Appendix 1. 6 outsides 1 inside. PUBLIC SPACES + A CONFESSIONAL The Unit documented 6 public spaces in Dundee + one intimate private space, in drawings, photographs, and models, as part of an on-going program of research into the signs and characteristics of public and private space in the city. It was recognized that degrees of intimacy could be found in all spaces, as indeed could degrees of exposure.

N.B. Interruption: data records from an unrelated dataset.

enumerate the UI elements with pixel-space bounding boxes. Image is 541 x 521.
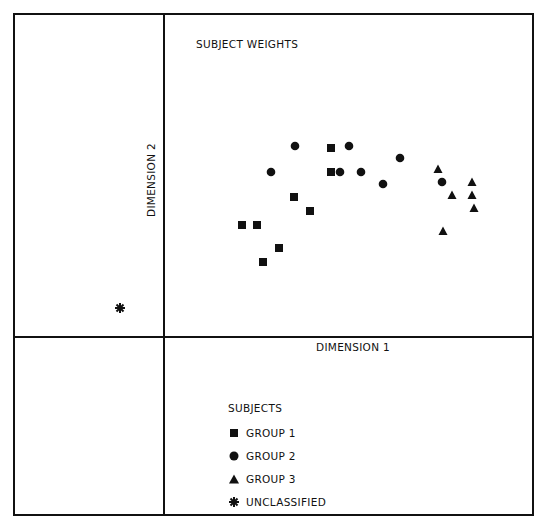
triangle-data-point: [468, 191, 477, 200]
legend-item-group-1: GROUP 1: [228, 425, 326, 440]
square-data-point: [259, 258, 267, 266]
legend-item-group-2: GROUP 2: [228, 448, 326, 463]
circle-data-point: [291, 142, 300, 151]
triangle-data-point: [448, 191, 457, 200]
square-data-point: [290, 193, 298, 201]
square-data-point: [327, 168, 335, 176]
asterisk-data-point: [115, 303, 125, 313]
circle-marker-icon: [228, 450, 240, 462]
square-data-point: [275, 244, 283, 252]
legend-item-group-3: GROUP 3: [228, 471, 326, 486]
legend: SUBJECTS GROUP 1 GROUP 2 GROUP 3 UNCLASS…: [228, 402, 326, 517]
circle-data-point: [267, 168, 276, 177]
circle-data-point: [357, 168, 366, 177]
square-data-point: [238, 221, 246, 229]
square-marker-icon: [228, 427, 240, 439]
triangle-data-point: [468, 178, 477, 187]
legend-title: SUBJECTS: [228, 402, 326, 414]
square-data-point: [306, 207, 314, 215]
circle-data-point: [396, 154, 405, 163]
square-data-point: [253, 221, 261, 229]
asterisk-marker-icon: [228, 496, 240, 508]
circle-data-point: [379, 180, 388, 189]
triangle-data-point: [434, 165, 443, 174]
circle-data-point: [336, 168, 345, 177]
triangle-data-point: [470, 204, 479, 213]
triangle-marker-icon: [228, 473, 240, 485]
triangle-data-point: [439, 227, 448, 236]
square-data-point: [327, 144, 335, 152]
circle-data-point: [345, 142, 354, 151]
legend-item-unclassified: UNCLASSIFIED: [228, 494, 326, 509]
circle-data-point: [438, 178, 447, 187]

Appendix 2. The Non reversing Mirror. Presented here is a mirror which when placed at the correct angle creates a non reversed reflection. This destabilises our habit of viewing, where we typically expect to see the reflected self that is so familiar we are instead confronted by a "truer" image more similar to how others would view us. It is familiar and strange at the same time and seeks to evoke a self awareness of the viewer; they become hyper conscious of their position within the spatial context as they are now observing themselves within it. Our conception of space is primarily formed by light's interaction with surface. The mirror tricks the eye into seeing a space where only a surface exists. Photographing the mirror extracts this even further. Where we would usually recognise that a space was a reflection when we move around and change perspective, by photographing the mirror, that ability is taken away and the difference between the actual surfaces and the reflected images is blurred. The photographs mediate the change between the image in the mirror and the actual material surfaces so that the spaces look distorted and slightly bizarre it becomes open to interpretation what in the picture is real and what is reflected.






The reversed arcade

The non-reversed arcade




Appendix 3 The mirror in a lift. Although a common sight, I believe that the mirror in the lift shares many of the same properties as the mirror in the arcade. The public placement of it means that the reflection belongs to no one. People enter and leave the lift at various floors, sometimes the lift becomes crowded but under no circumstance should anyone gaze into the mirror in case someone catches them doing so. Instead people uniformly face the door, turning their backs to their reflection. It has been drilled into us where we are allowed to look at ourselves (home changing room etc) and where we should not seem so self involved. Although it has become commonplace for us to see our own image in the windows of shops and glass walls of buildings to then be confronted by a physical mirror in a civic space is unnerving. But you should have the right to be different in private, you want to present a different image of your public self. The mirror reminds us of our public image and the need to maintain it. Here I take an everyday mirror task and extract it from the private mirror into the public one. Of course the result is ridiculous and brushing my teeth in the lift mirror attracted the giggles of several passersby. This highlights our very differnt public and private activities and natures despite the constant of the mirror.